April 8, 2025 by Alan Reynolds of Liberty.
excerpt:
“In 1930 another stupidity of government intervention came. All the rest was meant to be the greatest creditor nation in the world, and tariffs were already too high and they raised the tariffs again.
“We raised tariffs. This is an attractive move around the world to raise tariffs and set up other trade barriers, including quotas, and quotas began. Protectionism ran wild in the world. Markets were cut off. Trade narrowed.
“The dangers of this measure were so well understood in the financial circles that, to the end, the New York Financial District held hope that President Hoover would reject the tariff bill. [sic: Anderson says January]15, it was announced that he would sign the bill. This was the news from the headline on Monday morning. The stock market fell 12 points on average that day by the New York Times, with industry beating nearly 20 points. The market was right, not the president. “
DRH Note: The 12-point drop was about 5%.
C. Bradley Thompson, The Redneck Intellectual, April 8, 2025.
excerpt:
One of him [Thompson’s] The great hope is that on April 20, 1968, the charismatic and charming Pierre Trudeau became the first elected prime minister, one day he will be freed from soft tyranny.
Canada was an individual free society in the decades before World War II. (By the way, the classic American writers of the early 20th century, Albert Jay Knock, Eleven wrote the locations of great essays around the world.)
DRH Comment: Brad is a fellow Kanak. I had the same impression of the old Trudeau he had. He did one good thing as Minister of Justice before becoming prime minister: legalized homosexuality. I didn’t know about Alberta, but that’s plausible. In 1969, when Trudeau was obtaining Medicare, Canada’s single-payer system, Alberta was the most resisting state.
Philip W. Magnes, Killett, April 9, 2025.
excerpt:
This confusion is the result of a battle of ideological battles within the White House. Trump has brought together a like-minded “customer men” economic team to enact his pollie, but his advisors are at odds with what they prefer to achieve. The chaotic implementation of the last two months reflects competing goals, including classic protectionism, revenue generation and a drastic scheme to devalue the dollar and “reset” the international economy. Forming a cohesive tariff agenda, Interada fights for the president’s ears and guides him on a path to conflict.
There is now an appearance in which there are around five different tariff camps within the Trump administration. Almost all of Trump’s “customer men” have come out of the rim of discipline as economics professions overwhelmingly reject tariffs. The perspective around Butse disagrees with each other as a brief investigation into the tariff landscape will revive.
and:
Nevertheless, Navarro’s burden of statistical contributions will nevertheless have a serious and negative impact on most America. Contrary to the classic protectionist claims, tariff costs are passed on to consumers – EISHER responds to taxes through price increases.

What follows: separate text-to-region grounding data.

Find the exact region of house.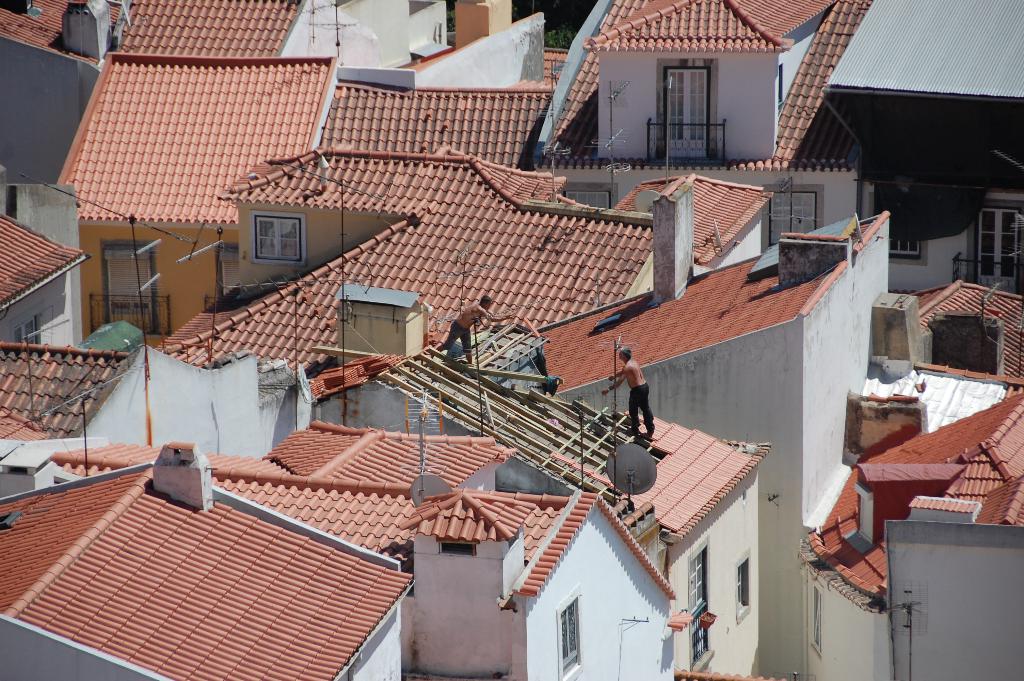
Exact region: 0:459:413:680.
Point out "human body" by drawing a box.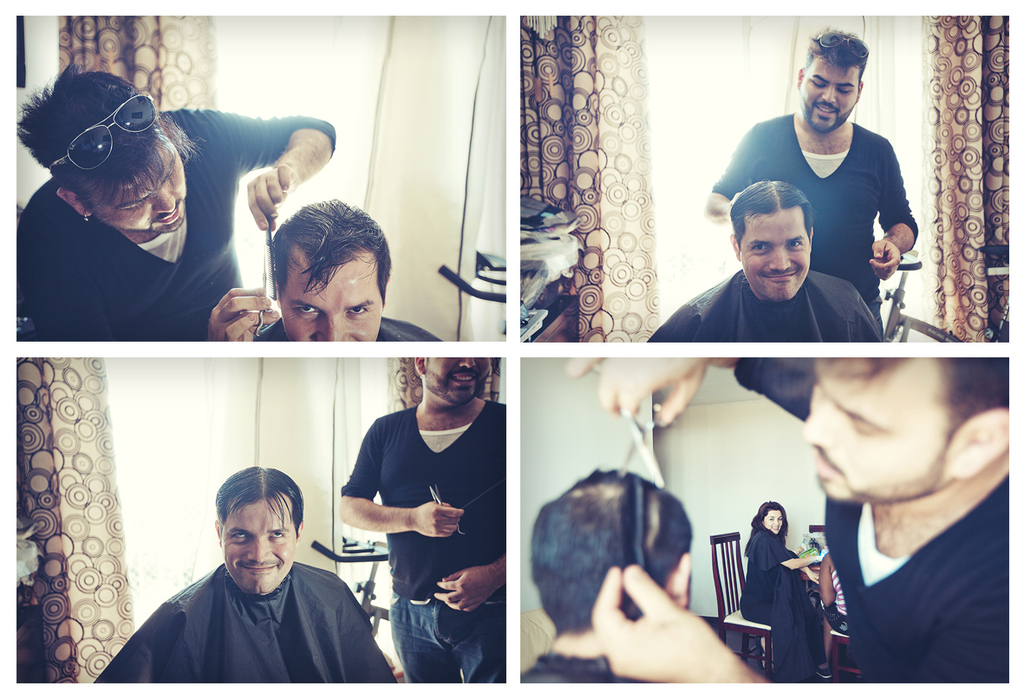
(643,266,887,344).
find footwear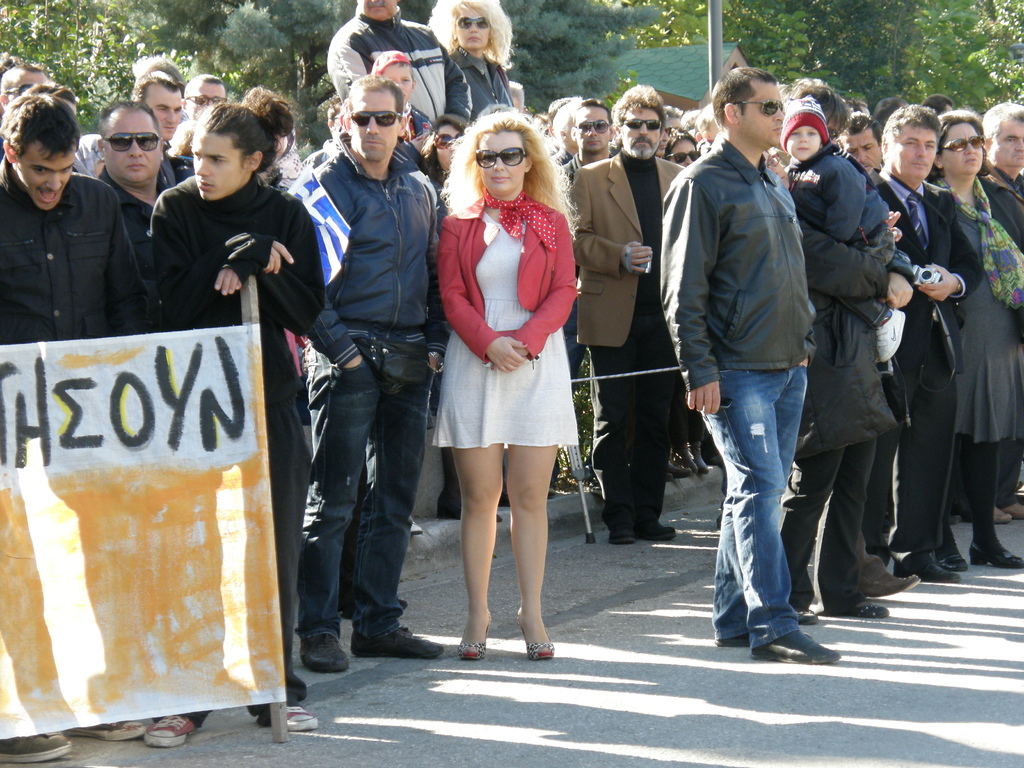
<box>0,730,70,759</box>
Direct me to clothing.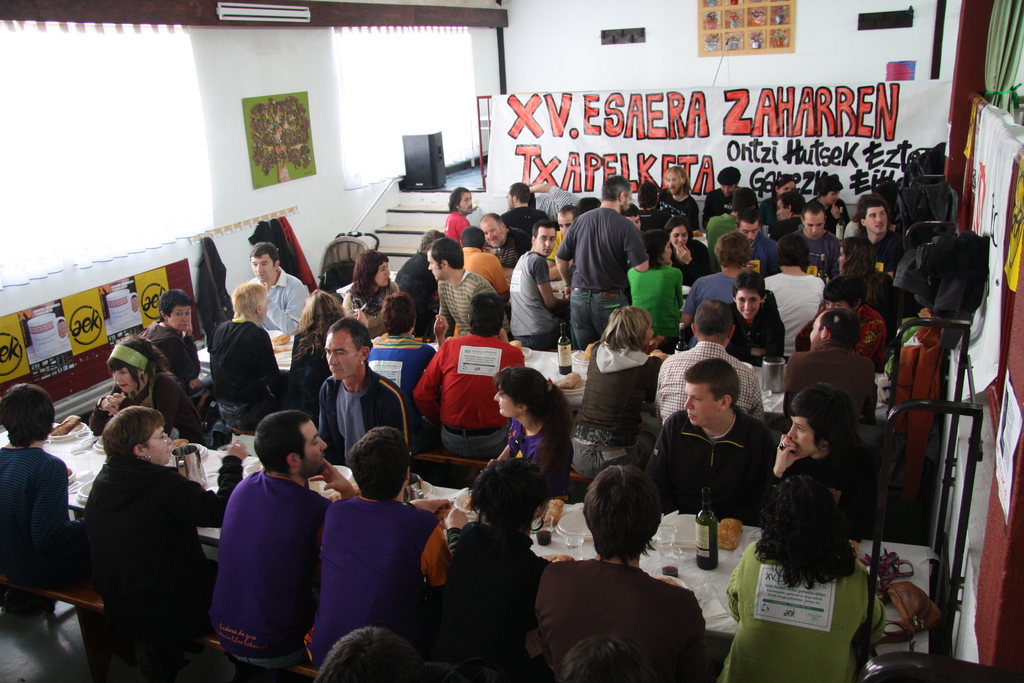
Direction: <region>443, 204, 469, 238</region>.
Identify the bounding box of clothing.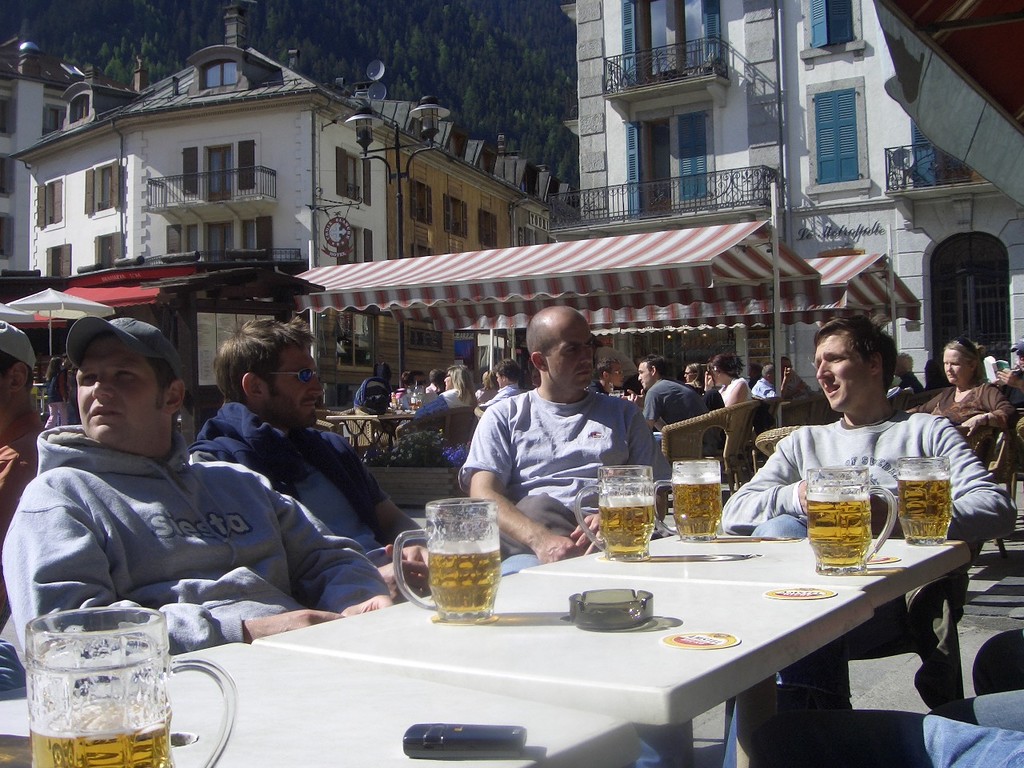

And far from a reversal of the trade deficit, this type of rate ultimately places self-destructive offenders on US exporters. First, exporters are in the global market price range and need to absorb the increased costs that will cause raw input materials due to tariffs. Second, tariffs tend to cause retaliatory trade wars overseas, which in other countries target punitive collectors, thereby cutting them off from international markets.
Adam N. Michel and Joshua Lucks, April 11, 2025, Cato of Liberty.
excerpt:
Lege Political Startives is permanent, and IRS data shows that the federal tax system is not only extremely progressive, but also growing over time. High-income earners pay a large percentage of federal government’s Inome Tax disputes and face the highest revenge tax across tax laws.
Top earners, who are already facing high tax rates, cannot cover the growing government alone. The experience of the European welfare state shows that in the end, everyone has to pay for a large government. With the annual deficit approaching $2 trillion, the real problem is that tax revenues are too low. There’s too much spending.